Check the coil wire, with an ohm meter. Grab your rotor gently and lift, just to see how much play is in the shaft (up and down/left and right). There is a spacer between the gear and the shaft housing that wears out, can´t be good, with that much flutter in the distributor. After market coil is not going to work well, OEM is about all the volts a stock distributor cap can handle.
Hook a vacuum gauge up to the intake, needle should vibrate a bit, but not wag wildly. If the needle shakes a lot. Time for a compression and leak down test. I check my compression once a year anyway, write it down in the back of the owners manual, just to keep track of possible problems.
Never have figured out exactly what the cam position sensor does (good question for JNeary, but he hasn´t been around for awhile), but worth a test, if everything else has been checked.
Maybe have a look at the simple stuff, is 1 firing, on 1 at the distributor. Sure your firing order is right? Easy to get everything off one cylinder (usually doesn´t make much difference, but off by two cylinders will really mess with your timing). Is the lock (has it been cut) still on the bottom of your, distributor? If not it may be time to re-index.

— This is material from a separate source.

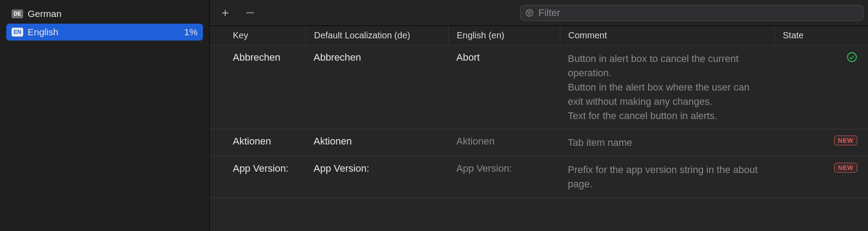 The height and width of the screenshot is (231, 868). Describe the element at coordinates (377, 177) in the screenshot. I see `cell-default: App Version:` at that location.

About half the time, mine has started acting stupid, it´s turned out to be water/corrosion/oil in a connector someplace.
Double check the plastic tube for your MAP sensor, is it cracked, is it plugged into the right outlet at the throttle body?

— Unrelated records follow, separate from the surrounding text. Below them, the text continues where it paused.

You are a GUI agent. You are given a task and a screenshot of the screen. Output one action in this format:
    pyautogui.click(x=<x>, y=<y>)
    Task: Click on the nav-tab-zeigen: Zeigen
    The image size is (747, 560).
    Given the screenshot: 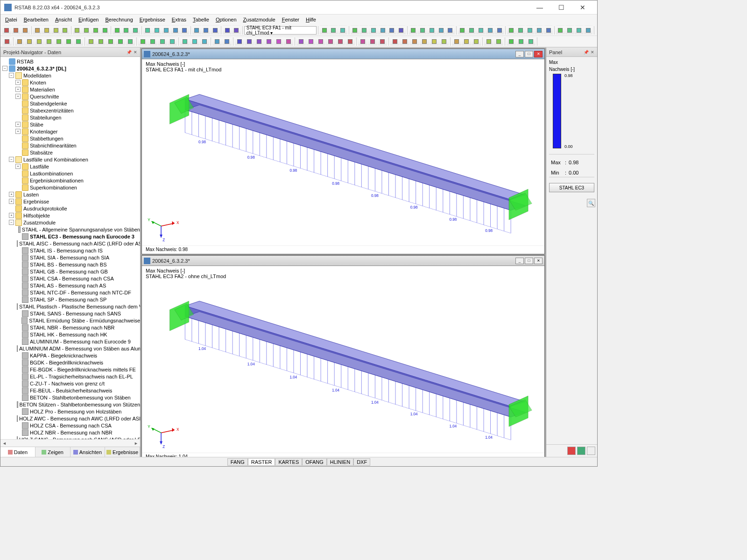 What is the action you would take?
    pyautogui.click(x=53, y=452)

Check the wire for your O2 sensor, hard to get to, hard to see, could be fairly burnt or cut. they sometimes flop on the header, exhaust manifold leaks sometimes blow hot gases on the wiring. Should/could show up as a trouble code in your computer. www.jedi.com/obiwan/jeep/dtc.html
 
A final thing you might check if 8Mud's suggestions don't pan out, is the wiring harness itself. I've had a very obscure harness problem that was somewhat similar to yours, which turned out to be a slightly resistive splice in the common (positive) wire to the injectors. It would start and run fine, then begin missing when it was hot, often waiting until it had been run, shut down and restarted. An ohmmeter reading between the source at the coil and the individual injector plugs revealed it. It's a long shot, and in the case above, the missing was pretty regular once it began, but if all else fails, it might be worth getting out the ohmmeter again.

An injection malfunction like this will not show on a vacuum gauge, whereas an ignition malfunction usually will, so a vac. test is a useful starting point.

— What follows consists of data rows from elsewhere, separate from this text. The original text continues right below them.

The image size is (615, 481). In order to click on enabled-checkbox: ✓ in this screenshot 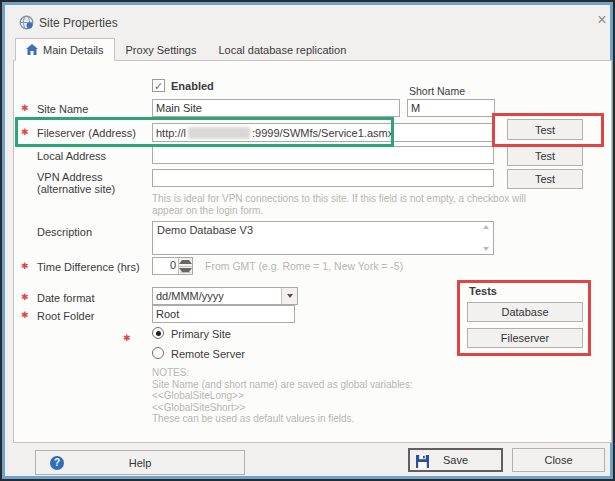, I will do `click(158, 86)`.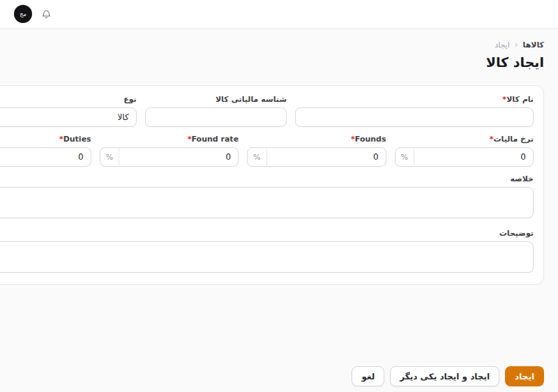 The width and height of the screenshot is (558, 392). What do you see at coordinates (465, 151) in the screenshot?
I see `tax-rate-field: نرخ مالیات* %` at bounding box center [465, 151].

By the way, the cam position sensor is what the computer uses to time the injector pulses. If that goes bad, no injection. I just went through this on a 93, and in that case, it wouldn't start unless I unplugged and replugged the sensor with the ignition on. Once started it ran fine, so I'm guessing that it would not cause your symptoms, but I wouldn't rule it out.
 
Dr. Dyno said:
The wiring harness connector to the TPS has been known to go bad so you could try jiggling it to see if the engine's behaviour changes.
I had one with a resistance in the connectors for the TPS, cleaned them real good and things improved.
Had one that didn´t idle worth a darn often hard to start, CPS cable had flopped over onto the mainfiold and burnt/melted most of the way through.
A crack in the exhaust manifold, will cause it to pop at start-up. Has been said, it can also mess with your O2 sensor values, when the manifold is cracked, often a chug, chug, chug type miss at 2000-2500 RPM.
I had one with a serious miss, took me months to figure out, turned out to be a combination of a whole bunch of small things.
 
Put in a new CPS yesterday. Not any better, its still doing the same thing. Its not throwing any codes either. On a hunch I checked the fuel rail with a pressure gauge: 31 psi at idle, 39 psi when I disconnected the vacuum hose to the regulator. According to my manual that should mean that the fuel pump and regulator are good. I’ll check the distributor stuff in a couple of days when I have some time to play with it. Thanks for the suggestions guys, keep them coming.